Our Track Records

Track Record

Among the membrane technologies, the Group’s principal treatment technology is Membrane Bioreactor (“MBR”), which is typically applied in the treatment of various wastewater types. The Group has an extensive track record of applying MBR technology successfully in wastewater treatment, and particularly in the treatment of industrial, chemical and petrochemical wastewater. The Company has built up a track record with more than 100 MBR references in various parts of the PRC and in Southeast Asia.

Examples are the 25,000 m3/day plant at Huizhou Daya Bay Petrochemical Hub and the 10,000 m3/day plant at Guangzhou Nansha Chemical Industrial Park. In the 70,000 m3/day Taixing treatment plant, the Group’s EPC division built one of the largest industrial MBR plants in Asia.

The Company’s largest MBR in the chemical and petrochemical sector, in terms of capacity completed to date, is the 15,000 m3/day oil refinery wastewater treatment system for CNOOC’s first onshore refinery at Huizhou, Guangdong. In September 2010, the Company completed a 100,000 m3/day municipal MBR plant at Jingxi Guangzhou and it was one of the largest MBR plants in the world and the first and largest underground MBR plant in Asia at the time of completion.

In 2015, the Group completed the construction of a 200,000 m3 /day municipal wastewater treatment plant in Fuzhou City, Fujian Province, China. The plant, valued at RMB580 million, is one of the largest wastewater treatment plants using the MBR technology in China.  

In 2016, CEL completed the upgrading and expansion of four wastewater treatment plants with a total capacity of 750,000 m3/day in Chengdu Province, using CEL’s proprietary MBR technology to meet category 4 surface-water discharge standard without additional land use and work stoppage. 

In addition, the Group also completed the upgrading and expansion of the Gaoyang industrial wastewater treatment plant with the capacity of 200,000 m3/day in Hebei Province to meet the higher discharge standard with Chemical Oxygen Demand (“COD”) ≤ 40 mg/litre.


• EXERCISE INSTRUCTIONS: Quote the whole listing word for word. Do not include the pictures.

• DATA RECORDS:
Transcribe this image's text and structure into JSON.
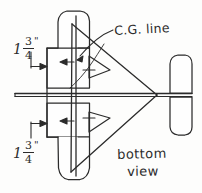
{
  "figure": {
    "kind": "hand-drawn model aircraft plan, bottom view",
    "title": "",
    "background_color": "#fdfdfc",
    "ink_color": "#2b2b2b"
  },
  "annotations": {
    "cg_line_label": "C.G. line",
    "view_label_line1": "bottom",
    "view_label_line2": "view"
  },
  "dimensions": [
    {
      "name": "upper-wing-offset",
      "whole": "1",
      "numerator": "3",
      "denominator": "4",
      "unit": "\""
    },
    {
      "name": "lower-wing-offset",
      "whole": "1",
      "numerator": "3",
      "denominator": "4",
      "unit": "\""
    }
  ],
  "parts": {
    "wing": "wing-planform",
    "fuselage_rod": "fuselage-rod",
    "delta_body": "delta-body",
    "tail": "tail-surface",
    "cg_line": "cg-vertical-line"
  }
}
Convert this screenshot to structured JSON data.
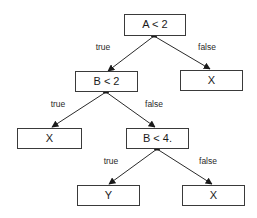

• SOLUTION BELOW:
Transcribe this image's text and structure into JSON.
{
  "figure": {
    "kind": "hand-drawn model aircraft plan, bottom view",
    "title": "",
    "background_color": "#fdfdfc",
    "ink_color": "#2b2b2b"
  },
  "annotations": {
    "cg_line_label": "C.G. line",
    "view_label_line1": "bottom",
    "view_label_line2": "view"
  },
  "dimensions": [
    {
      "name": "upper-wing-offset",
      "whole": "1",
      "numerator": "3",
      "denominator": "4",
      "unit": "\""
    },
    {
      "name": "lower-wing-offset",
      "whole": "1",
      "numerator": "3",
      "denominator": "4",
      "unit": "\""
    }
  ],
  "parts": {
    "wing": "wing-planform",
    "fuselage_rod": "fuselage-rod",
    "delta_body": "delta-body",
    "tail": "tail-surface",
    "cg_line": "cg-vertical-line"
  }
}
Convert this screenshot to structured JSON data.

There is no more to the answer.